18-12-2025 12:00:00 AM
The report concludes that while AI capabilities are expanding, risks related to autonomy, coordination, and goal misalignment are increasing. It recommends robust IP risk mitigation strategies, alignment with emerging regulations, and best practices
A joint report by Tata Consultancy Services (TCS) and the Confederation of Indian Industry (CII) highlights a dramatic rise in artificial intelligence (AI) and generative AI (GenAI) patenting in India, underscoring a rapidly evolving intellectual property (IP) landscape.
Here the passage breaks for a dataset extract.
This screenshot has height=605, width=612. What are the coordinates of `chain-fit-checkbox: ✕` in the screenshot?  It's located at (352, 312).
Titled “Artificial Intelligence and Intellectual Property – Navigating Opportunities and Challenges in a Transformative Era,” the report was released at the CII Global Summit on Technology, R&D & IP in New Delhi.
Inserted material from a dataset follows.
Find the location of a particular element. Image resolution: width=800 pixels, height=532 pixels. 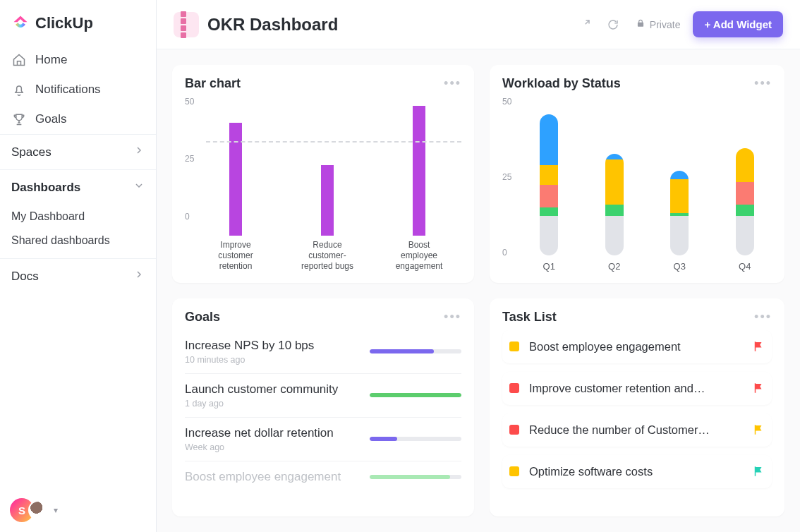

card-title: Task List is located at coordinates (529, 318).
The report reveals that AI patent filings in India surged sharply after 2018, with 83,059 patents filed between 2019 onwards, compared to just 3,931 filings during 2010–2018. This growth reflects India’s accelerating adoption of AI across sectors such as healthcare, finance, manufacturing, and retail, supported by government initiatives and public-private partnerships.
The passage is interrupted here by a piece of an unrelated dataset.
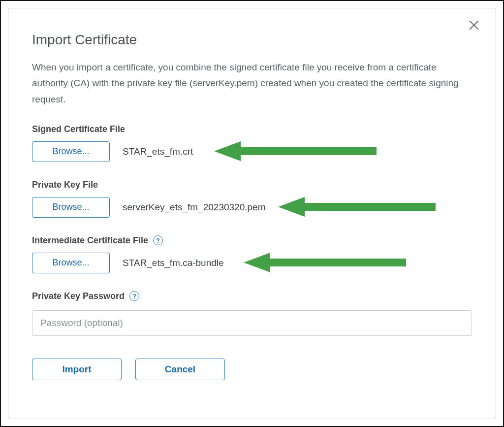 This screenshot has height=427, width=504. I want to click on password-input, so click(252, 323).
Despite the rapid expansion, the report notes that Micro, Small, and Medium Enterprises (MSMEs) face significant challenges in protecting intellectual property. These include technical complexity, unclear ownership of AI-generated outputs, evolving legislation, and governance concerns such as transparency, bias, misinformation, and deepfakes. The study, based on insights from 73 global experts, emphasizes the urgent need for robust legal frameworks, ethical standards, and clearer IP governance.
TCS stated that the report is designed to help enterprises, MSMEs, technologists, entrepreneurs, IP professionals, and policymakers navigate responsible AI adoption while building resilient IP strategies. Challenges such as affordability, infrastructure gaps, talent shortages, and regulatory complexity continue to slow broader AI adoption, especially among smaller businesses.
Speaking at the launch, Ashvini Saxena, VP and Head, TCS CEG & DSS, said AI-driven innovation will be central to India’s $5 trillion economic vision. He stressed that balancing innovation, strong IP management, and entrepreneurship is critical for India to emerge as a global AI powerhouse, particularly as GenAI, agentic systems, and large language models reshape industries.
Vivek Shah, Vice-Chair, CII National Committee on IP, emphasized the importance of close collaboration between industry and government, highlighting the need for supportive policy frameworks, incentives, and infrastructure to help Indian businesses compete globally.
The report concludes that while AI capabilities are expanding, risks related to autonomy, coordination, and goal misalignment are increasing. It recommends robust IP risk mitigation strategies, alignment with emerging regulations, and best practices to safeguard innovation and maintain trust. Through continued collaboration, TCS and CII aim to strengthen India’s IP ecosystem, supporting innovators, startups, and enterprises in unlocking greater economic value from AI-led transformation.